The lawsuit pointed to the impact it has had on Hawaii specifically, saying heat waves linked to climate change have stressed Honolulu’s electrical grid and a wastewater treatment plant would need to be rebuilt to account for rising sea levels, along with storms, flooding and wildfires.

The suit does not specify an exact amount of damages but argues the climate disasters Honolulu has faced cost billions in destruction and repairs.

Chevron released a statement disagreeing with the lawsuit and the court’s decision to uphold it.

“Under our federal constitutional structure, a Hawaiian court applying Hawaiian law is not the appropriate authority to reshape interstate and international activities in a major sector of the economy,” the company said.

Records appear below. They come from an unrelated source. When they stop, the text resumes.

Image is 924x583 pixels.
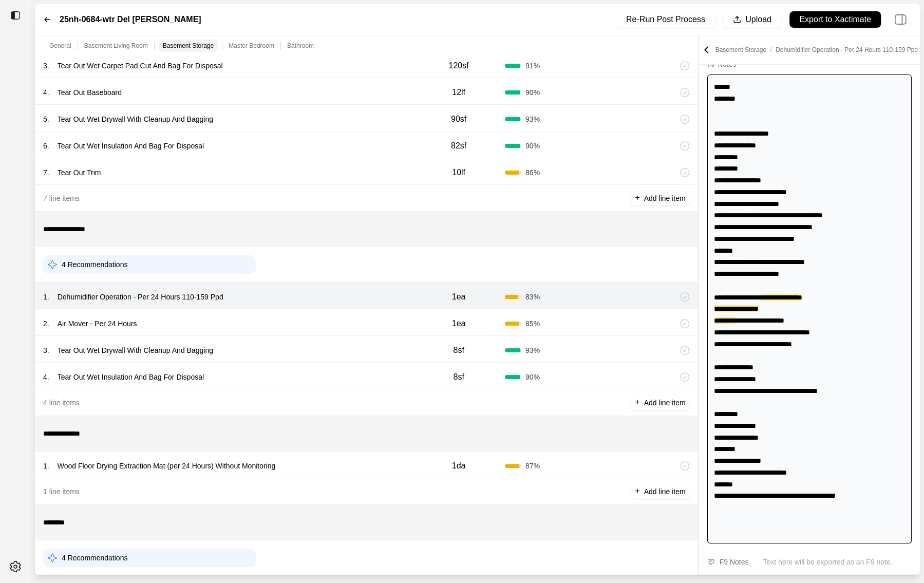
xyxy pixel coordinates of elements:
[452,86,465,99] p: 12lf
[43,193,80,204] p: 7 line items
[635,486,639,498] p: +
[525,292,540,302] span: 83 %
[707,559,714,566] img: comment
[43,461,50,471] p: 1 .
[799,14,871,26] p: Export to Xactimate
[61,260,128,270] p: 4 Recommendations
[43,346,50,356] p: 3 .
[644,398,686,408] p: Add line item
[229,42,274,50] p: Master Bedroom
[452,318,466,330] p: 1ea
[43,372,50,383] p: 4 .
[715,46,918,54] p: Basement Storage
[723,11,781,28] button: Upload
[43,292,50,302] p: 1 .
[631,191,689,206] button: +Add line item
[452,291,466,303] p: 1ea
[84,42,148,50] p: Basement Living Room
[10,10,20,21] img: toggle sidebar
[54,316,141,331] p: Air Mover - Per 24 Hours
[451,113,467,125] p: 90sf
[43,61,50,71] p: 3 .
[50,42,72,50] p: General
[525,319,540,329] span: 85 %
[43,114,50,125] p: 5 .
[54,112,218,126] p: Tear Out Wet Drywall With Cleanup And Bagging
[720,556,749,569] div: F9 Notes
[525,61,540,71] span: 91 %
[54,343,218,357] p: Tear Out Wet Drywall With Cleanup And Bagging
[635,397,639,409] p: +
[631,484,689,499] button: +Add line item
[644,487,686,497] p: Add line item
[453,371,464,383] p: 8sf
[452,166,465,179] p: 10lf
[889,8,911,31] img: right-panel.svg
[54,370,208,384] p: Tear Out Wet Insulation And Bag For Disposal
[61,553,128,563] p: 4 Recommendations
[525,114,540,125] span: 93 %
[43,88,50,98] p: 4 .
[43,319,50,329] p: 2 .
[631,396,689,410] button: +Add line item
[525,141,540,151] span: 90 %
[54,290,228,305] p: Dehumidifier Operation - Per 24 Hours 110-159 Ppd
[745,14,771,26] p: Upload
[54,85,126,99] p: Tear Out Baseboard
[43,167,50,178] p: 7 .
[617,11,715,28] button: Re-Run Post Process
[525,372,540,383] span: 90 %
[525,346,540,356] span: 93 %
[451,140,467,152] p: 82sf
[54,166,106,180] p: Tear Out Trim
[762,557,911,567] p: Text here will be exported as an F9 note.
[776,47,918,54] span: Dehumidifier Operation - Per 24 Hours 110-159 Ppd
[43,141,50,151] p: 6 .
[789,11,881,28] button: Export to Xactimate
[60,13,201,26] label: 25nh-0684-wtr Del [PERSON_NAME]
[43,487,80,497] p: 1 line items
[525,88,540,98] span: 90 %
[449,60,468,72] p: 120sf
[525,461,540,471] span: 87 %
[287,42,314,50] p: Bathroom
[54,459,280,473] p: Wood Floor Drying Extraction Mat (per 24 Hours) Without Monitoring
[626,14,705,26] p: Re-Run Post Process
[635,192,639,204] p: +
[43,398,80,408] p: 4 line items
[54,139,208,153] p: Tear Out Wet Insulation And Bag For Disposal
[452,460,466,473] p: 1da
[525,167,540,178] span: 86 %
[766,47,776,54] span: /
[54,58,227,73] p: Tear Out Wet Carpet Pad Cut And Bag For Disposal
[644,193,686,204] p: Add line item
[163,42,214,50] p: Basement Storage
[453,344,464,357] p: 8sf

Shell, also named in the suit, said, “We do not believe the courtroom is the right venue to address climate change.”

Similar cases filed by local governments in California, Delaware, Maryland, New Jersey, Hawaii and Rhode Island over climate change have been sent back to state courts, and none have gone to trial.

“This is now the most important climate case in the United States,” said former Hawaii Supreme Court Justice Michael Wilson, who retired earlier after a decade on the state’s highest court. “Now the Hawai‘i Supreme Court has allowed a jury of 12 Hawai’i citizens to decide whether lies by the oil companies created large-scale billion-dollar damage to our county and city of Honolulu.”